[ 3 / biz / cgl / ck / diy / fa / ic / jp / lit / sci / vr / vt ] [ index / top / reports ] [ become a patron ] [ status ]
2023-11: Warosu is now out of extended maintenance.

/lit/ - Literature

Search:


View post   

>> No.12673710 [View]
File: 76 KB, 407x405, 11376417.jpg [View same] [iqdb] [saucenao] [google]
12673710

>>12673597
Fine, I'll give you a detailed answer just so the thread can 404 without further replies as always because I never learn.
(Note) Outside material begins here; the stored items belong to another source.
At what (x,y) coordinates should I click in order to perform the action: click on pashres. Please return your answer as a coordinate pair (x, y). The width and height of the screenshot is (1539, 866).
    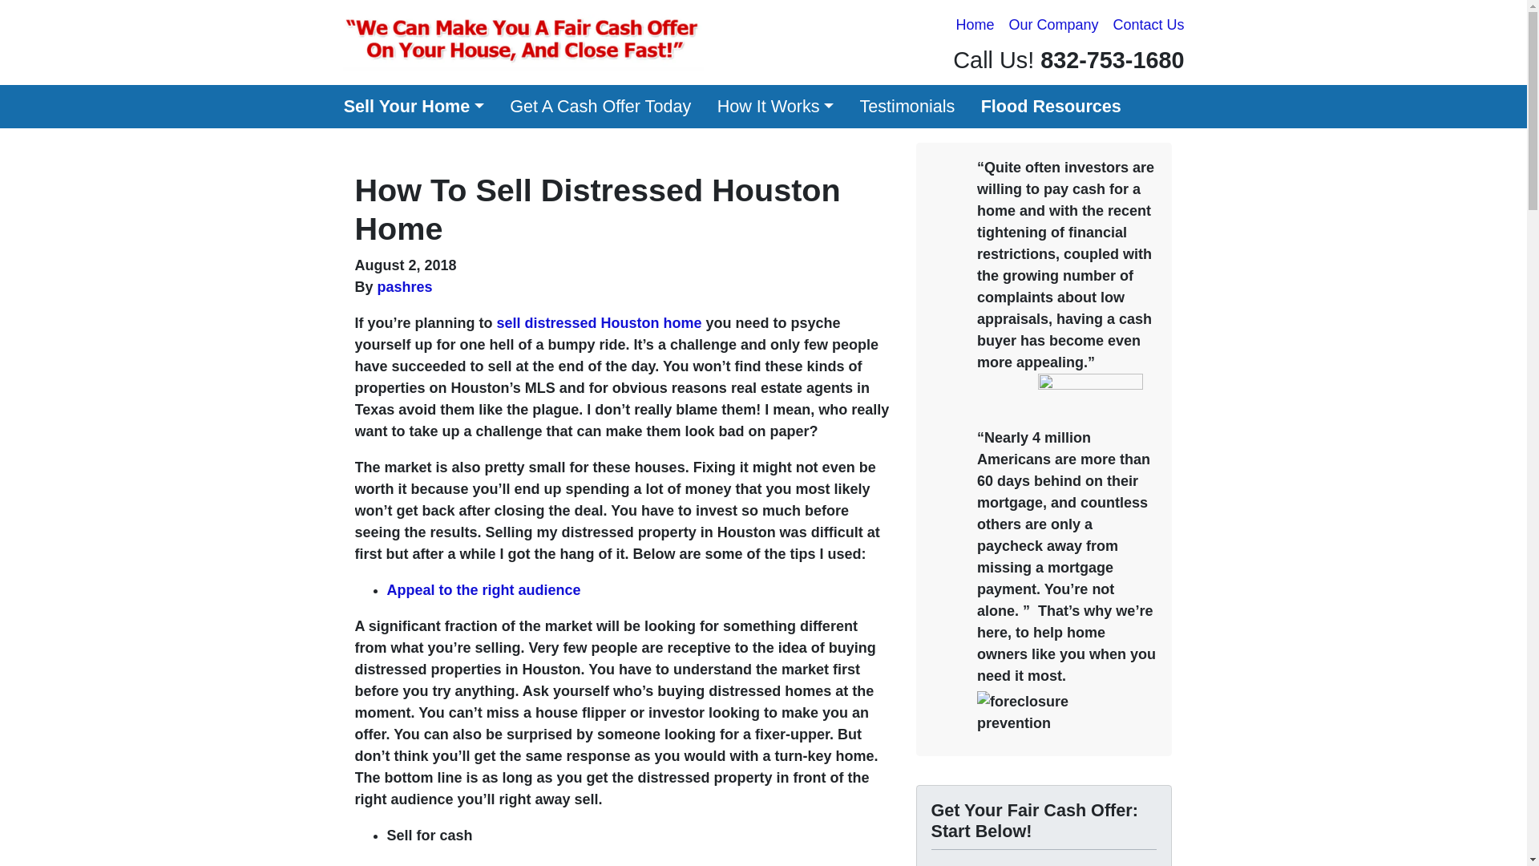
    Looking at the image, I should click on (404, 287).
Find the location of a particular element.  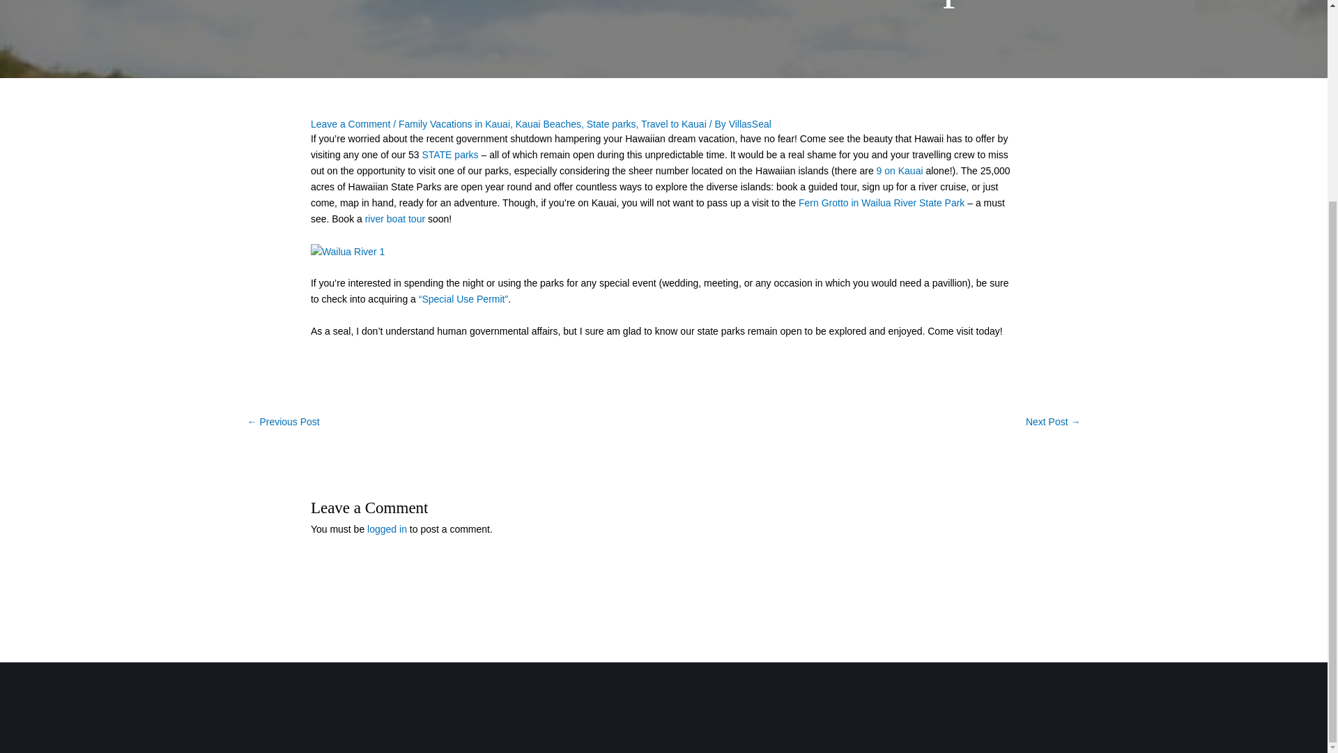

If I had to say just one thing that I like about Deleuze I'd probably go with the influence Nietzsche had on him including in terms of making you question everything about your own thoughts and feelings and how they connect to one another and come about. That whole "pre-individual" thing about differentiation where every thought carries a certain weight and you can no longer allow yourself "half-wills" (I'll do this one last time, starting tomorrow I'll do things differently, etc.) that get people addicted to quitting so to speak (probably the most common form of neurosis).

To give a more detailed essay style answer, I also like that Deleuze was genuine in his naive interest in philosophy even if he's terrible at explaining himself (and often just assumes that the reader has all the required knowledge and gets what he's pointing at). You can see in his courses (gonna post the links pasta if I can find it) that he can in fact spoonfeed and isn't just posturing despite his difficult style.

Off the top of my head to name some stuff I like about him:

>his interest in weird ideas from Spinoza and Leibniz
>the whole critique of identity in metaphysics and politics, especially relevant today
>his whole metaphysics of virtuality and becoming and chaos theory
>le epic wolf anus shitposting with Guattari
>he was /lit/ af in the authors he chooses to quote, stuff like learning to stutter in your own language
>the focus on relations rather than objects, on new creative connections and the whole concept of assemblages and machinic desire works really well with today's psychology (embodied cognition and all that)
>his take on communication and why it fails most of the time
>the sciency stuff about thresholds and non-liniar causality (even though Deleuze is complete shit at explaining it, but deleuzians do a better job)
>his entire theory of desire and history as the history of desire and flows (basically his work with Guattari)
>formulas like "it's not too abstract, it's not abstract enough!" get my peepee wet

I know the way he frames things makes him look divorced from reality ("out of this world" as a critic of his titled his book), but a lot of the stuff that he says is far more empirical than what most other philosophers come up with and definitely more convincing than psychoanalysis (not that that's saying much...). Even the early stuff with Guattari has plenty of great ideas and concepts in it despite the style that's pretty much the precursor to Internet trolling. D did say that he and G laughed a lot and often got drunk while brainstorming.